Once upon a time, so long ago nobody can
count the years, no High King sat guard at the Way’s Opening, which the People
call Shirith. Back then the land was a lot like it is now, a broad waste of
smoke and ash, with air that would poison anyone who stayed too long. At the
center stood ridges of mountains, tall and black, and the heart was the tallest
of all, the High Fire Mountain herself. Fimberevell, they called her, and she
spat molten rock and fumed out dark clouds that kept sunlight from touching the
Mother’s face. Only a desperate man could look at that land and think it was a
good place to settle. Only Bearach of the Nenastan could think it was better than
what he had.
What he had was nothing but mouths. He and all the Nenastan
had got their land pulled out from beneath their feet just that spring, and
they’d grown hungry and tired of wandering place to place, finding tribes
everywhere they went. They’d had to fight to fill their stomachs, and run from
fights with nothing to show for their dead, and by the time they got to the
edge of Fimberevell’s land there was nowhere left to go, nowhere at all. They
pressed on and on, but even without crossing the mountains into the dark land,
people started dropping in their tracks from the volcanic stink, dead as if
they’d been stabbed through the heart, dead, dead.
Finally Bearach said he would go in, and see if there
wasn’t a solution somewhere to their problems. "Maybe," he said, "there’s a
spirit of some kind I can appease, or maybe there’s something the mountains
want that I can give."
“And what if it’s your life?" asked Fialt, the tribe’s
priest. "What then? Don’t go." But Bearach shook his head. He’d go no matter
what anybody said, and he did. Early one morning, when overnight they’d lost
three children to the volcano’s gases, he got up before everyone but the
grieving parents and tied a wet rag over his mouth. He took two skins of their
precious water and set off into the waste.

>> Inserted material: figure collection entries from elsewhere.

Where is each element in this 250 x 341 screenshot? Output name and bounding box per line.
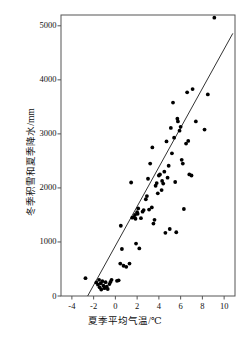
data-point bbox=[120, 247, 124, 251]
data-point bbox=[174, 230, 178, 234]
data-point bbox=[171, 101, 175, 105]
data-point bbox=[150, 205, 154, 209]
data-point bbox=[194, 120, 198, 124]
x-axis-title: 夏季平均气温/℃ bbox=[0, 313, 250, 327]
data-point bbox=[117, 278, 121, 282]
data-point bbox=[182, 207, 186, 211]
data-point bbox=[153, 218, 157, 222]
data-point bbox=[148, 162, 152, 166]
data-point bbox=[162, 170, 166, 174]
axis-ticks bbox=[58, 26, 225, 300]
regression-line bbox=[88, 33, 233, 296]
data-point bbox=[169, 126, 173, 130]
data-point bbox=[100, 279, 104, 283]
data-point bbox=[144, 197, 148, 201]
data-point bbox=[166, 176, 170, 180]
y-tick-label: 5000 bbox=[17, 20, 57, 30]
data-point bbox=[99, 288, 103, 292]
data-point bbox=[161, 182, 165, 186]
data-point bbox=[119, 224, 123, 228]
data-point bbox=[152, 222, 156, 226]
data-point bbox=[136, 207, 140, 211]
data-point bbox=[124, 265, 128, 269]
data-point bbox=[118, 262, 122, 266]
data-point bbox=[155, 181, 159, 185]
data-point bbox=[191, 87, 195, 91]
data-point bbox=[97, 278, 101, 282]
data-point bbox=[84, 276, 88, 280]
data-point bbox=[179, 125, 183, 129]
plot-frame bbox=[61, 15, 235, 296]
data-point bbox=[212, 16, 216, 20]
y-tick-label: 0 bbox=[17, 291, 57, 301]
data-point bbox=[134, 217, 138, 221]
chart-figure: -4-20246810010002000300040005000 夏季平均气温/… bbox=[0, 0, 250, 341]
data-point bbox=[190, 174, 194, 178]
data-point bbox=[128, 262, 132, 266]
data-point bbox=[110, 278, 114, 282]
data-point bbox=[137, 247, 141, 251]
data-point bbox=[150, 145, 154, 149]
x-tick-label: 10 bbox=[209, 301, 239, 311]
data-point bbox=[168, 227, 172, 231]
data-point bbox=[164, 231, 168, 235]
data-point bbox=[104, 280, 108, 284]
data-point bbox=[186, 139, 190, 143]
data-point bbox=[176, 120, 180, 124]
data-point bbox=[158, 173, 162, 177]
data-point bbox=[146, 177, 150, 181]
data-point bbox=[170, 151, 174, 155]
data-point bbox=[167, 164, 171, 168]
data-point bbox=[185, 90, 189, 94]
data-point bbox=[106, 287, 110, 291]
data-point bbox=[165, 140, 169, 144]
data-point bbox=[178, 129, 182, 133]
data-points bbox=[84, 16, 217, 292]
data-point bbox=[172, 136, 176, 140]
data-point bbox=[136, 212, 140, 216]
data-point bbox=[203, 128, 207, 132]
data-point bbox=[145, 194, 149, 198]
data-point bbox=[142, 208, 146, 212]
data-point bbox=[206, 93, 210, 97]
data-point bbox=[181, 162, 185, 166]
data-point bbox=[129, 181, 133, 185]
data-point bbox=[173, 180, 177, 184]
data-point bbox=[160, 188, 164, 192]
data-point bbox=[156, 191, 160, 195]
data-point bbox=[139, 216, 143, 220]
y-axis-title: 冬季积雪和夏季降水/mm bbox=[23, 72, 37, 252]
data-point bbox=[134, 242, 138, 246]
data-point bbox=[180, 158, 184, 162]
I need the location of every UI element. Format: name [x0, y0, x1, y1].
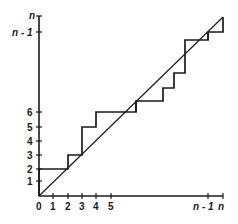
x-label-4: 4	[93, 201, 99, 212]
y-label-2: 2	[27, 164, 33, 175]
x-label-n-minus-1: n - 1	[193, 201, 214, 212]
y-label-n: n	[29, 10, 35, 21]
x-label-1: 1	[50, 201, 56, 212]
y-label-5: 5	[27, 122, 33, 133]
y-label-1: 1	[27, 176, 33, 187]
x-label-5: 5	[108, 201, 114, 212]
y-label-4: 4	[27, 136, 33, 147]
x-tick-labels: 0 1 2 3 4 5 n - 1 n	[36, 201, 224, 212]
x-label-2: 2	[65, 201, 71, 212]
x-label-0: 0	[36, 201, 42, 212]
y-label-n-minus-1: n - 1	[12, 27, 33, 38]
x-label-n: n	[218, 201, 224, 212]
staircase-diagram: 0 1 2 3 4 5 n - 1 n 1 2 3 4 5 6 n - 1 n	[0, 0, 238, 224]
y-label-6: 6	[27, 107, 33, 118]
y-label-3: 3	[27, 150, 33, 161]
y-tick-labels: 1 2 3 4 5 6 n - 1 n	[12, 10, 35, 187]
x-label-3: 3	[79, 201, 85, 212]
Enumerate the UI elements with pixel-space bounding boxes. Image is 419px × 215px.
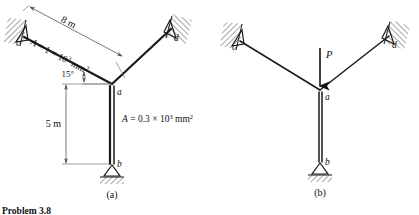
dim-ext-c bbox=[23, 5, 29, 11]
figure-svg: 8 m A = 1 × 103 mm2 15° 5 m bbox=[0, 0, 419, 215]
area-label-ca: A = 1 × 103 mm2 bbox=[28, 35, 91, 76]
load-label: P bbox=[325, 49, 333, 60]
panel-a-label: (a) bbox=[106, 189, 117, 201]
node-label-b-b: b bbox=[325, 157, 330, 167]
node-label-a-a: a bbox=[117, 87, 122, 97]
dimension-height-5m: 5 m bbox=[46, 84, 110, 164]
area-ab-unit-exp: 2 bbox=[190, 113, 193, 120]
area-ab-eq: = 0.3 × 10 bbox=[128, 114, 170, 124]
member-ad bbox=[112, 29, 171, 84]
figure-problem-3-8: 8 m A = 1 × 103 mm2 15° 5 m bbox=[0, 0, 419, 215]
panel-b-label: (b) bbox=[314, 187, 326, 199]
figure-caption: Problem 3.8 bbox=[2, 206, 51, 215]
area-ca-eq: = 1 × 10 bbox=[34, 40, 69, 65]
member-ad-b bbox=[320, 36, 389, 90]
svg-text:A = 1 × 103 mm2: A = 1 × 103 mm2 bbox=[28, 35, 91, 76]
node-label-b-a: b bbox=[117, 159, 122, 169]
support-b-ground-hatch-b bbox=[308, 175, 332, 182]
dim-label-span: 8 m bbox=[59, 13, 78, 30]
support-b-ground-hatch bbox=[100, 177, 124, 184]
node-label-d-a: d bbox=[174, 33, 179, 43]
panel-b: P c d a b (b) bbox=[220, 20, 410, 199]
area-ab-unit: mm bbox=[173, 114, 191, 124]
angle-label: 15° bbox=[61, 69, 74, 79]
dim-label-height: 5 m bbox=[46, 118, 62, 129]
node-label-a-b: a bbox=[325, 92, 330, 102]
load-P: P bbox=[320, 48, 333, 86]
panel-a: 8 m A = 1 × 103 mm2 15° 5 m bbox=[4, 5, 193, 201]
node-label-d-b: d bbox=[392, 40, 397, 50]
member-ca-b bbox=[240, 41, 320, 90]
support-d-hatch-b bbox=[384, 20, 410, 50]
area-label-ab: A = 0.3 × 103 mm2 bbox=[121, 113, 193, 125]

Bearach didn’t get far before he was filthy and gasping,
but he didn’t stop. He didn’t stop when his lungs burned and his legs buckled
beneath him. He drank water and went on under skies black with Fimberevell’s
rage, under lightning-clouds flickering and flashing, under rains that made his
skin itch and sizzle. The closer he got to the High Fire Mountain, the more
difficult his passage was, until he was crawling, dying, dying.
“Help me," he gasped, thin, with the last of his breath. "If
you’re there, help me. I want to help you." Then he lay still. He couldn’t move
anymore; he couldn’t catch his wind, no matter how he tried. He shut his eyes
with an airless sigh of pain. He would give anything to save his people, but
he’d given everything and come up empty-handed.
As he lay there suffocating he thought he heard a little
child calling to him, "Bearach… Bearach…"
When he opened his eyes he saw a girl all made of glowing
stone, and her long loose hair streaming smoke. "You’re killing me," he said,
in his mind, wishing he could speak out loud.
The girl reached down and touched his forehead. Fire seemed
to break over him there, and he screamed.
“Why did you come here, Bearach?" she said. "You know I can
kill you without even trying."
He found he could breathe, and spoke. "There might’ve been
a chance. You never know."
But the girl shook her head. "There wasn’t."
“Isn’t that what life’s about?" he asked her. "The
might-have-beens. The almost-theres. That’s what makes a life; what it isn’t as
much as what it is. People will talk of me and say that I tried, and that’s
enough for my story."
“She looked away from him, out toward where the sea boiled
from her anger. "And what,” she said, "what if there was a chance?"
“Then," said Bearach, "I would do anything. I would even
bind my fate to yours, and the fate of my children, and my people. Let’s make a
bargain," he said, inspired. "I’ll be your hand, and my children after me. And
you’ll be my hand, and the hand of my children, for ever and always. You’ll
never be forsaken."
The girl didn’t say anything, but she reached down and took
Bearach’s hand in both of hers. He shouted again, with agony and joy both
ringing in his voice, and knew nothing.
The next time he opened his eyes, it was to a gull’s cry.
The bird winged free through the clear blue heavens, and he understood. The
Mother’s face trembled beneath his steps as he walked down the mountainside and
up the next, and he waved the stump of his right arm to his people, and shouted
down to them; and that’s the story of the first High King.